Short Stories, Irish literature, Classics, Modern Fiction, Contemporary Literary Fiction, The Japanese Novel, Post Colonial Asian Fiction, The Legacy of the Austro-Hungarian Empire and quality Historical Novels are Among my Interests








Wednesday, November 22, 2017

Austerlitz by W. G. Sebald - 2001 - translated from German by Anthea Bell







“Curiously enough, one cannot read a book; one can only reread it. A good reader, a major reader, and active and creative reader is a rereader.” Vladimir Nabokov

Prussia, the ruler of Germany, was always an enemy of the intellect, of books, of the Book of Books—that is, the Bible—of Jews and Christians, of humanism and Europe. Hitler’s Third Reich is only so alarming to the rest of Europe because it sets itself to put into action what was always the Prussian project anyway: to burn the books, to murder the Jews, and to revise Christianity."  Joseph Roth, 1933"


Works I Have So Far Read for German Literature Month, November, 2017

  1. “You’d Have Larvae Too” by Nora Wagener, 2016
  2. Vertigo by W. G. Sebald, 1990
  3. The Last Weynfeldt by Martin Suter, 2006
  4. “An Earthquake in Chile” by Heinrich Von Kleist, 1809
  5. Who is Martha? by Marjana Gaponenko, 2012
  6. “The Legal Haziness of Marriage” by Olga Grjasnowa, 2015
  7. “Aladdin, COB” by Isabelle Lehn, 2015
  8. “The Last Bell” by Johannes Urzidil, 1968
  9. The Rings of Saturn by W. G. Sebald, 1995
  10. Late Fame by Arthur Schnitzler, written 1892, published 2016
  11. Blood Brothers by Ernst Haffner, 1933
  12. Berlin Alexanderplatz by Alfred Döblin, 1929
  13. Confessions of a Murderer by Joseph Roth, 1936
  14.   “Compulsion” by Stefan Zweig,  1929
  15. “Borderlands”by Johannes Urzidil, 1956 (no post)
  16. “A School Boy’s Diary” by Robert Walser, 1910 (no post
  17. Austerlitz by W. G. Sebald, 2001, Second Reading 




If ever a book way over repaid my rereading it was Austerlitz by W. G. I first read this, my first encounter with Sebald, during German Literature Month in November 2013.  I think one needs to devote serious time to learning How to read his unconventional novels.  Since November 2013 I read and posted upon his three earlier novels.  YouTube has several videos of academic lectures on Sebald.   Some were very good.  Some focus on his place in Holocaust Literature, some deal with his photographs, his treatment of memory, and his unique narrative methods.
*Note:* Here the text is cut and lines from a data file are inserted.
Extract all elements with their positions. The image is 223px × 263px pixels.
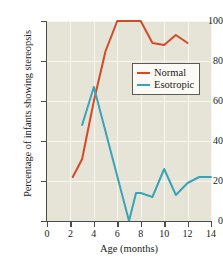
y-axis-tick-label: 100 [185,15,223,26]
y-axis-tick-label: 60 [185,95,223,106]
y-axis-tick [41,181,46,182]
series-container [47,21,211,221]
y-axis-line [46,21,47,222]
y-axis-title: Percentage of infants showing stereopsis [22,9,33,219]
x-axis-tick-label: 4 [81,228,107,239]
y-axis-tick-label: 40 [185,135,223,146]
y-axis-tick [41,101,46,102]
y-axis-tick [41,141,46,142]
gridline-vertical [211,21,212,221]
x-axis-tick [141,222,142,227]
x-axis-tick [47,222,48,227]
x-axis-tick [94,222,95,227]
plot-area [47,21,211,221]
x-axis-tick-label: 2 [57,228,83,239]
x-axis-tick [188,222,189,227]
legend-swatch-normal [137,72,150,74]
y-axis-tick [41,21,46,22]
x-axis-tick-label: 10 [151,228,177,239]
x-axis-tick-label: 0 [34,228,60,239]
x-axis-tick-label: 6 [104,228,130,239]
x-axis-tick [70,222,71,227]
chart-legend: Normal Esotropic [132,63,200,95]
legend-label-esotropic: Esotropic [154,79,194,91]
y-axis-tick [41,221,46,222]
x-axis-tick-label: 8 [128,228,154,239]
y-axis-tick-label: 0 [185,215,223,226]
x-axis-tick [211,222,212,227]
legend-label-normal: Normal [154,67,186,79]
x-axis-tick [117,222,118,227]
legend-swatch-esotropic [137,84,150,86]
x-axis-tick [164,222,165,227]
line-series-esotropic [82,87,211,221]
legend-item-normal: Normal [137,67,194,79]
y-axis-tick-label: 20 [185,175,223,186]
x-axis-title: Age (months) [47,243,211,254]
x-axis-tick-label: 12 [175,228,201,239]
x-axis-tick-label: 14 [198,228,223,239]
legend-item-esotropic: Esotropic [137,79,194,91]
y-axis-tick [41,61,46,62]
chart-figure: Percentage of infants showing stereopsis… [0,0,223,263]
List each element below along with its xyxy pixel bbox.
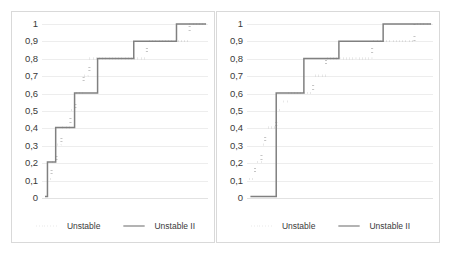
legend-item[interactable]: Unstable xyxy=(246,222,316,231)
legend-label: Unstable II xyxy=(154,222,195,231)
legend-swatch-dotted xyxy=(246,224,278,228)
legend-swatch-solid xyxy=(333,224,365,228)
series-line-unstable xyxy=(47,24,206,179)
plot-area-left: 10,90,80,70,60,50,40,30,20,10 xyxy=(12,12,214,242)
series-canvas-right xyxy=(217,12,439,242)
legend-item[interactable]: Unstable xyxy=(31,222,101,231)
series-canvas-left xyxy=(12,12,214,242)
legend-left: UnstableUnstable II xyxy=(12,222,214,231)
legend-label: Unstable xyxy=(282,222,316,231)
plot-area-right: 10,90,80,70,60,50,40,30,20,10 xyxy=(217,12,439,242)
legend-swatch-solid xyxy=(118,224,150,228)
legend-item[interactable]: Unstable II xyxy=(333,222,410,231)
legend-label: Unstable xyxy=(67,222,101,231)
legend-swatch-dotted xyxy=(31,224,63,228)
figure-root: 10,90,80,70,60,50,40,30,20,10 UnstableUn… xyxy=(0,0,451,262)
chart-panel-right: 10,90,80,70,60,50,40,30,20,10 UnstableUn… xyxy=(216,11,440,243)
series-line-unstable-ii xyxy=(250,24,431,197)
legend-right: UnstableUnstable II xyxy=(217,222,439,231)
chart-panel-left: 10,90,80,70,60,50,40,30,20,10 UnstableUn… xyxy=(11,11,215,243)
legend-label: Unstable II xyxy=(369,222,410,231)
series-line-unstable-ii xyxy=(45,24,206,197)
legend-item[interactable]: Unstable II xyxy=(118,222,195,231)
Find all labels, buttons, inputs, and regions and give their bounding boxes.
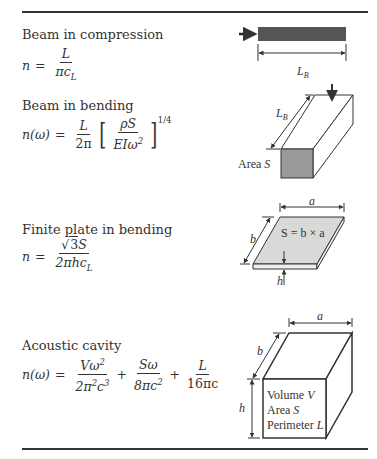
- perimeter-label: Perimeter L: [267, 418, 324, 432]
- beam-compression-figure: LB: [239, 27, 346, 80]
- label-a: a: [309, 194, 315, 208]
- label-b: b: [250, 232, 256, 246]
- label-h: h: [277, 274, 283, 288]
- cavity-figure: a b h Volume V Area S Perimeter L: [239, 309, 352, 438]
- area-label: Area S: [238, 157, 270, 171]
- label-b: b: [257, 344, 263, 358]
- label-a: a: [317, 309, 323, 323]
- length-label: LB: [275, 106, 288, 122]
- beam-bending-figure: LB Area S: [238, 84, 353, 178]
- plate-figure: a b S = b × a h: [240, 194, 344, 288]
- figures-canvas: LB LB Area S a b S = b × a h: [0, 0, 377, 459]
- label-h: h: [239, 401, 245, 415]
- volume-label: Volume V: [267, 388, 316, 402]
- cross-section-face: [281, 149, 313, 178]
- area-label: Area S: [267, 403, 299, 417]
- length-label: LB: [296, 64, 309, 80]
- compressed-bar: [258, 27, 346, 41]
- plate-area-label: S = b × a: [281, 226, 325, 240]
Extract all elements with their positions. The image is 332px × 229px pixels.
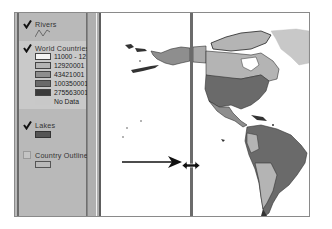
class-label: 12920001 (54, 62, 84, 69)
layer-name: Country Outlines (35, 151, 92, 160)
toc-splitter[interactable] (87, 13, 101, 216)
map-view[interactable] (101, 13, 309, 216)
class-swatch (35, 89, 51, 96)
river-line-symbol-icon (35, 29, 51, 38)
class-swatch (35, 62, 51, 69)
class-label: 275563001 (54, 89, 88, 96)
resize-horizontal-cursor-icon (182, 156, 200, 174)
swipe-split-line[interactable] (190, 13, 193, 216)
checkbox-rivers[interactable] (23, 20, 31, 28)
toc-inner: Rivers World Countries 11000 - 12 129200… (17, 13, 84, 216)
class-swatch (35, 98, 51, 105)
class-label: 11000 - 12 (54, 53, 86, 60)
map-canvas-icon (101, 13, 309, 216)
lakes-fill-swatch (35, 131, 51, 138)
checkbox-country-outlines[interactable] (23, 151, 31, 159)
layer-name: Lakes (35, 121, 55, 130)
checkbox-world-countries[interactable] (23, 44, 31, 52)
splitter-highlight (96, 13, 97, 216)
layer-name: World Countries (35, 44, 89, 53)
class-swatch (35, 71, 51, 78)
outline-swatch (35, 161, 51, 168)
class-label: No Data (54, 98, 79, 105)
class-label: 100350001 (54, 80, 88, 87)
layer-name: Rivers (35, 20, 57, 29)
class-swatch (35, 80, 51, 87)
class-swatch (35, 53, 51, 60)
annotation-arrow-icon (122, 154, 182, 172)
class-label: 43421001 (54, 71, 84, 78)
table-of-contents: Rivers World Countries 11000 - 12 129200… (15, 13, 87, 216)
checkbox-lakes[interactable] (23, 121, 31, 129)
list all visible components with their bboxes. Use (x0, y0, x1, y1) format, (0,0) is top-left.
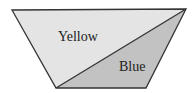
blue-label: Blue (119, 59, 145, 74)
yellow-label: Yellow (58, 29, 99, 44)
trapezoid-diagram: Yellow Blue (0, 0, 193, 93)
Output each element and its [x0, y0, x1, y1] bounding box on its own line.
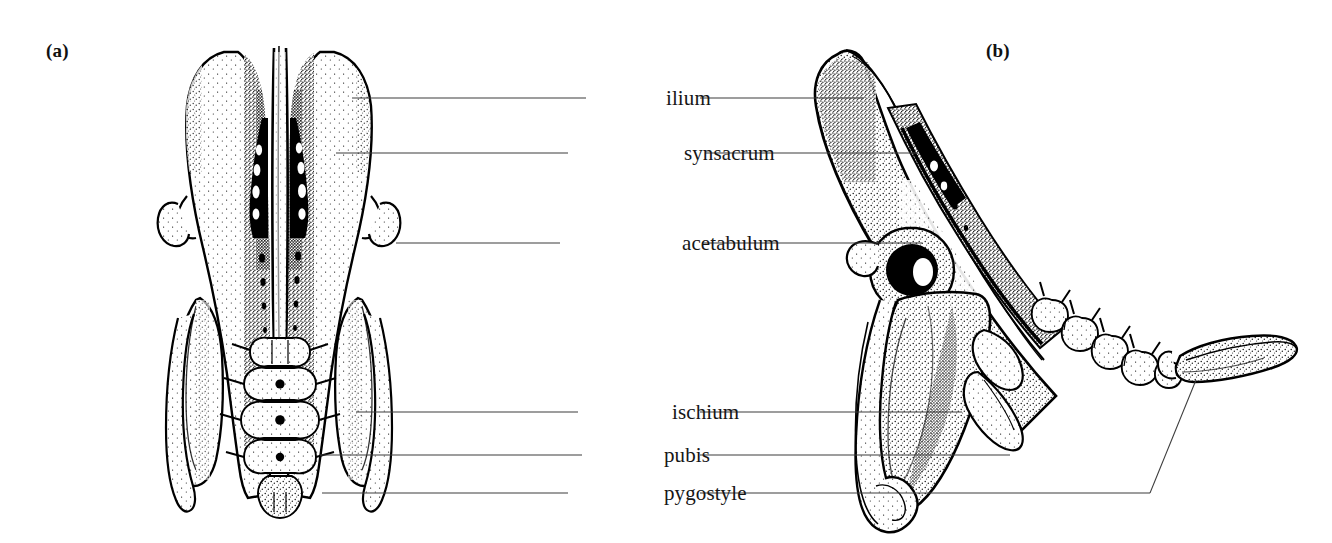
label-pubis: pubis [664, 443, 710, 468]
label-acetabulum: acetabulum [682, 231, 780, 256]
leader-elbow-pygostyle [1150, 380, 1196, 493]
panel-letter-b: (b) [986, 40, 1010, 62]
label-ischium: ischium [672, 400, 739, 425]
pygostyle-blade [1158, 335, 1297, 382]
panel-letter-a: (a) [46, 40, 69, 62]
label-pygostyle: pygostyle [664, 481, 747, 506]
label-synsacrum: synsacrum [684, 141, 775, 166]
anatomical-figure: (a) (b) iliumsynsacrumacetabulumischiump… [0, 0, 1332, 543]
label-ilium: ilium [666, 86, 711, 111]
panel-b-lateral-pelvis [815, 50, 1297, 532]
panel-a-dorsal-pelvis [158, 46, 401, 518]
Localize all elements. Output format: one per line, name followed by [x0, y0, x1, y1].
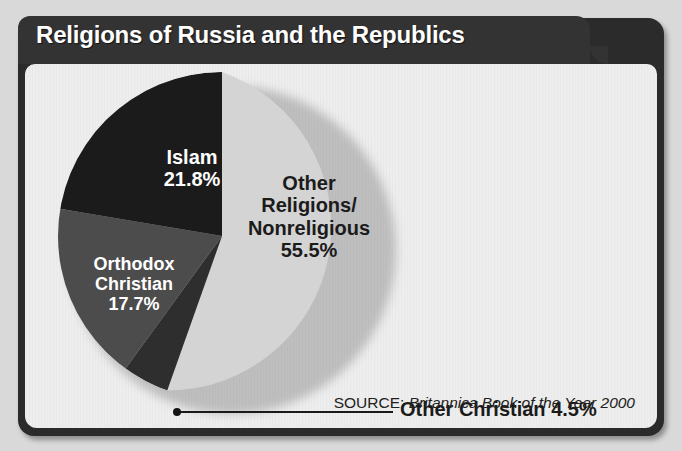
callout-anchor-dot: [173, 408, 181, 416]
source-reference: Britannica Book of the Year 2000: [409, 394, 635, 411]
chart-figure: Religions of Russia and the Republics Is…: [0, 0, 682, 451]
pie-label-orthodox-christian: Orthodox Christian 17.7%: [66, 254, 202, 314]
source-label: SOURCE:: [334, 394, 405, 411]
pie-label-other-religions: Other Religions/ Nonreligious 55.5%: [226, 172, 392, 262]
page-title: Religions of Russia and the Republics: [36, 21, 465, 49]
pie-chart: Islam 21.8% Orthodox Christian 17.7% Oth…: [58, 72, 406, 420]
source-note: SOURCE: Britannica Book of the Year 2000: [334, 394, 635, 412]
chart-panel: Islam 21.8% Orthodox Christian 17.7% Oth…: [25, 64, 657, 428]
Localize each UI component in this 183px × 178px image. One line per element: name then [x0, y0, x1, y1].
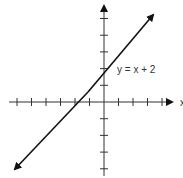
x-axis-label: x — [180, 97, 183, 108]
line-y-equals-x-plus-2 — [15, 15, 153, 169]
equation-label: y = x + 2 — [117, 64, 156, 75]
y-axis — [100, 6, 108, 176]
chart: y = x + 2 x — [0, 0, 183, 178]
x-axis — [9, 98, 172, 106]
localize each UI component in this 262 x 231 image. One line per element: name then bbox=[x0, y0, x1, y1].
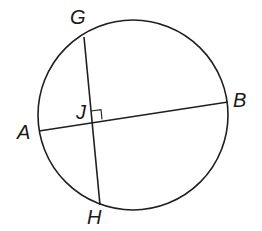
label-a: A bbox=[16, 121, 30, 143]
circle bbox=[38, 20, 228, 210]
chord-ab bbox=[39, 102, 228, 131]
chord-gh bbox=[84, 37, 100, 205]
label-j: J bbox=[75, 101, 87, 123]
circle-diagram: G B A H J bbox=[0, 0, 262, 231]
label-b: B bbox=[233, 89, 246, 111]
right-angle-marker bbox=[91, 110, 102, 120]
label-g: G bbox=[70, 6, 86, 28]
label-h: H bbox=[87, 206, 102, 228]
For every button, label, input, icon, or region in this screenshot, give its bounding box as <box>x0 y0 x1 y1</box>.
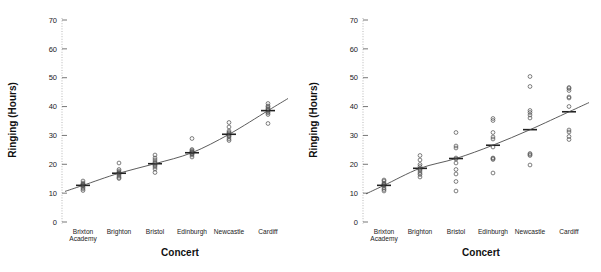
x-category-label: Edinburgh <box>478 228 508 236</box>
figure-root: 010203040506070 BrixtonAcademyBrightonBr… <box>0 0 601 272</box>
y-tick-label: 10 <box>49 189 57 198</box>
y-tick-label: 50 <box>350 73 358 82</box>
data-point <box>528 163 532 167</box>
chart-panel-right: 010203040506070 BrixtonAcademyBrightonBr… <box>301 0 601 272</box>
x-axis-title-left: Concert <box>161 247 199 258</box>
y-axis-title-left: Ringing (Hours) <box>7 82 18 158</box>
data-point <box>418 158 422 162</box>
data-point <box>190 137 194 141</box>
x-category-label: Newcastle <box>515 228 546 235</box>
y-tick-group-left: 010203040506070 <box>49 16 67 227</box>
y-tick-label: 20 <box>49 160 57 169</box>
x-category-labels-right: BrixtonAcademyBrightonBristolEdinburghNe… <box>370 228 579 243</box>
data-point <box>491 171 495 175</box>
y-tick-label: 10 <box>350 189 358 198</box>
scatter-plot-left: 010203040506070 BrixtonAcademyBrightonBr… <box>0 0 300 272</box>
x-category-label: Brixton <box>374 228 395 235</box>
data-points-right <box>366 75 589 194</box>
data-point <box>418 154 422 158</box>
x-category-label: Brixton <box>73 228 94 235</box>
data-point <box>454 189 458 193</box>
scatter-plot-right: 010203040506070 BrixtonAcademyBrightonBr… <box>301 0 601 272</box>
data-point <box>454 168 458 172</box>
x-category-label: Cardiff <box>258 228 277 235</box>
trend-line <box>65 99 288 192</box>
y-tick-label: 40 <box>350 102 358 111</box>
y-tick-label: 0 <box>53 218 57 227</box>
x-category-label: Newcastle <box>214 228 245 235</box>
trend-line <box>366 103 589 194</box>
data-points-left <box>65 99 288 193</box>
data-point <box>454 131 458 135</box>
data-point <box>227 121 231 125</box>
data-point <box>491 131 495 135</box>
y-tick-group-right: 010203040506070 <box>350 16 368 227</box>
y-tick-label: 20 <box>350 160 358 169</box>
data-point <box>227 125 231 129</box>
data-point <box>454 172 458 176</box>
x-category-label-line2: Academy <box>370 235 398 243</box>
x-category-label: Brighton <box>107 228 132 236</box>
y-tick-label: 60 <box>350 45 358 54</box>
data-point <box>528 75 532 79</box>
data-point <box>567 105 571 109</box>
x-category-label: Cardiff <box>559 228 578 235</box>
data-point <box>528 85 532 89</box>
data-point <box>454 180 458 184</box>
y-tick-label: 60 <box>49 45 57 54</box>
x-category-label: Brighton <box>408 228 433 236</box>
x-category-label: Bristol <box>146 228 165 235</box>
x-axis-title-right: Concert <box>462 247 500 258</box>
y-tick-label: 40 <box>49 102 57 111</box>
x-category-labels-left: BrixtonAcademyBrightonBristolEdinburghNe… <box>69 228 278 243</box>
data-point <box>117 161 121 165</box>
x-category-label: Edinburgh <box>177 228 207 236</box>
y-tick-label: 30 <box>350 131 358 140</box>
y-axis-title-right: Ringing (Hours) <box>308 82 319 158</box>
y-tick-label: 30 <box>49 131 57 140</box>
data-point <box>454 161 458 165</box>
data-point <box>266 122 270 126</box>
x-category-label-line2: Academy <box>69 235 97 243</box>
x-category-label: Bristol <box>447 228 466 235</box>
y-tick-label: 70 <box>350 16 358 25</box>
chart-panel-left: 010203040506070 BrixtonAcademyBrightonBr… <box>0 0 300 272</box>
y-tick-label: 0 <box>354 218 358 227</box>
y-tick-label: 70 <box>49 16 57 25</box>
y-tick-label: 50 <box>49 73 57 82</box>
German Literature Month is winding down and I have a number of more works I hope to read before month end.  I Will just touch upon some few matters that struck me.  

I really liked the numerous references to Balzac.  I am currently working my way through his Comedie Humaine and I was thrilled to see the reference to his work.  This is very much a book about two men deeply into the reading life.

I enjoyed the descriptions of Prague and Paris.  I greatly relished the conversations between Austerlitz and the narrator.   

Austerlitz is a great work of art.  I hope to reread all of Sebald next year.  

Mel u







  





2 comments:

Mudpuddle said...

I liked the quote from Nabokov; it's true, in a sense: that any book follows a certain logic that becomes predictable with experience...

Suko said...

Does it count that I read the quotation by Nabokov several times, in an attempt to understand it?

Mel, you've read many books for German Literature Month. You obviously lead The Reading Life.

Have a wonderful Thanksgiving with your family.